Past exhibition

Arnaud Rivieren

Natural Sublime
7 October–30 December 2021

Waddington Custot Dubai is pleased to announce the first solo show by Dubai-based Belgian sculptor Arnaud Rivieren at the gallery. Entitled Natural Sublime, the exhibition presents three new bodies of work that deepen the artist’s engagement with representing our natural world through painstakingly precise industrial techniques. 


Increasingly known for his series of oversized fruits and vegetables in reflective stainless-steel, Rivieren has built his practice on the twin pillars of respect for nature—by monumentalizing not only fruits and vegetables, but stones and trees—and an extreme attention to the shapes within the non-human realm. 


Swollen to a scale that obliges viewers to assess their own physical presence in the gallery, the fruits and vegetables render nature’s structural complexity. We sense the hidden geometric intricacy of works like the fig sculpture Tyn (2021), the subtle joint-like fixture of the cherry sculptures Karaz (2021), and the curvy regularity of the oversized capsicum Felfel (2021). The works’ smooth reflective surfaces make an encounter with them oddly intimate, as they mirror the gaze back. While each specimen captures a perfect, almost archetypal form of the fruit, such as the shapely apple of Touffaha Hamra (2021), each work bears idiosyncrasies—surface pocks, textural patches, a defiant stem—that distinguish them individually. The play of perishable fruits created in corrosion resistant stainless-steel is emblematic of Rivieren’s sensitive wit. 


Erratics, a series of large and mid-size stones and rocks, sculpted in a darker, less reflective grade of steel, evokes the ancient boulders that have been transported by glaciers and deposited into regions where they differ from native rocks in both scale and composition. Like the fruits and vegetables, the Erratics invite touch and provoke an unusual connection with the viewer. But they are graver, as if their tale were more solemn: they ask us to reckon with them, to stand still and be silent. They are an homage to the truly eternal.


Equally monumental, Rivieren’s series of trees freeze-frames a moment in a long-life cycle. The three works—Oak (2020), Ghaf (2021), and Maritime Pine (2021)—hold nothing extraneous: the architecture of the tree alone matters, and each transmits its unique tangle of life, from trunk to crown. Of all the works in Natural Sublime, these are the least intimate, yet they are the most emphatic. Here, the artist’s deep respect of nature converges with his mastery of both material and technique.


◆ What you should do: All of the data must be written out verbatim, with pictures excluded.

[Listed records Boundary: Start]

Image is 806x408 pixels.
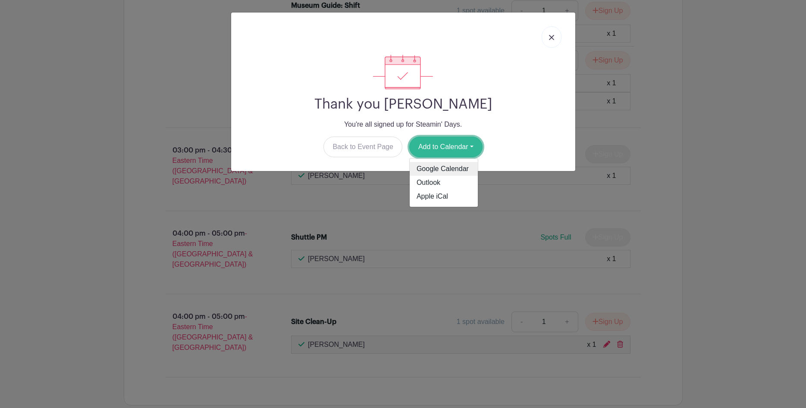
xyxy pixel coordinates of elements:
[410,190,478,203] a: Apple iCal
[549,35,554,40] img: close_button-5f87c8562297e5c2d7936805f587ecaba9071eb48480494691a3f1689db116b3.svg
[410,176,478,190] a: Outlook
[409,137,482,157] button: Add to Calendar
[238,96,568,113] h2: Thank you [PERSON_NAME]
[323,137,402,157] a: Back to Event Page
[238,119,568,130] p: You're all signed up for Steamin' Days.
[410,162,478,176] a: Google Calendar
[373,55,432,89] img: signup_complete-c468d5dda3e2740ee63a24cb0ba0d3ce5d8a4ecd24259e683200fb1569d990c8.svg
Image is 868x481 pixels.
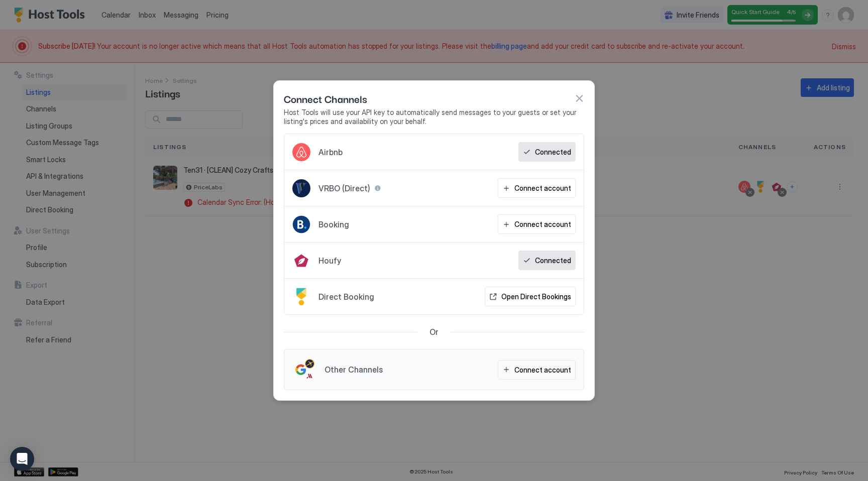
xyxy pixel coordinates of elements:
[10,447,34,471] div: Open Intercom Messenger
[284,108,585,126] span: Host Tools will use your API key to automatically send messages to your guests or set your listin...
[515,219,571,230] div: Connect account
[498,215,576,234] button: Connect account
[498,178,576,198] button: Connect account
[319,256,341,266] span: Houfy
[485,287,576,306] button: Open Direct Bookings
[319,183,371,193] span: VRBO (Direct)
[515,365,571,375] div: Connect account
[319,219,349,230] span: Booking
[429,327,439,337] span: Or
[518,251,576,270] button: Connected
[515,183,571,193] div: Connect account
[284,91,367,106] span: Connect Channels
[319,147,342,157] span: Airbnb
[319,292,374,302] span: Direct Booking
[325,365,383,375] span: Other Channels
[518,142,576,162] button: Connected
[501,291,571,302] div: Open Direct Bookings
[535,255,571,266] div: Connected
[535,147,571,157] div: Connected
[498,360,576,380] button: Connect account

[Listed records Boundary: End]

◆ Answer section:
Image is 806x408 pixels.
xyxy pixel coordinates of elements:
[410,190,478,203] a: Apple iCal
[549,35,554,40] img: close_button-5f87c8562297e5c2d7936805f587ecaba9071eb48480494691a3f1689db116b3.svg
[410,176,478,190] a: Outlook
[409,137,482,157] button: Add to Calendar
[238,96,568,113] h2: Thank you [PERSON_NAME]
[323,137,402,157] a: Back to Event Page
[238,119,568,130] p: You're all signed up for Steamin' Days.
[410,162,478,176] a: Google Calendar
[373,55,432,89] img: signup_complete-c468d5dda3e2740ee63a24cb0ba0d3ce5d8a4ecd24259e683200fb1569d990c8.svg
Image is 868x481 pixels.
xyxy pixel coordinates of elements:
[10,447,34,471] div: Open Intercom Messenger
[284,108,585,126] span: Host Tools will use your API key to automatically send messages to your guests or set your listin...
[515,219,571,230] div: Connect account
[498,215,576,234] button: Connect account
[498,178,576,198] button: Connect account
[319,256,341,266] span: Houfy
[485,287,576,306] button: Open Direct Bookings
[319,183,371,193] span: VRBO (Direct)
[515,365,571,375] div: Connect account
[319,219,349,230] span: Booking
[429,327,439,337] span: Or
[518,251,576,270] button: Connected
[515,183,571,193] div: Connect account
[284,91,367,106] span: Connect Channels
[319,147,342,157] span: Airbnb
[319,292,374,302] span: Direct Booking
[325,365,383,375] span: Other Channels
[518,142,576,162] button: Connected
[501,291,571,302] div: Open Direct Bookings
[535,255,571,266] div: Connected
[535,147,571,157] div: Connected
[498,360,576,380] button: Connect account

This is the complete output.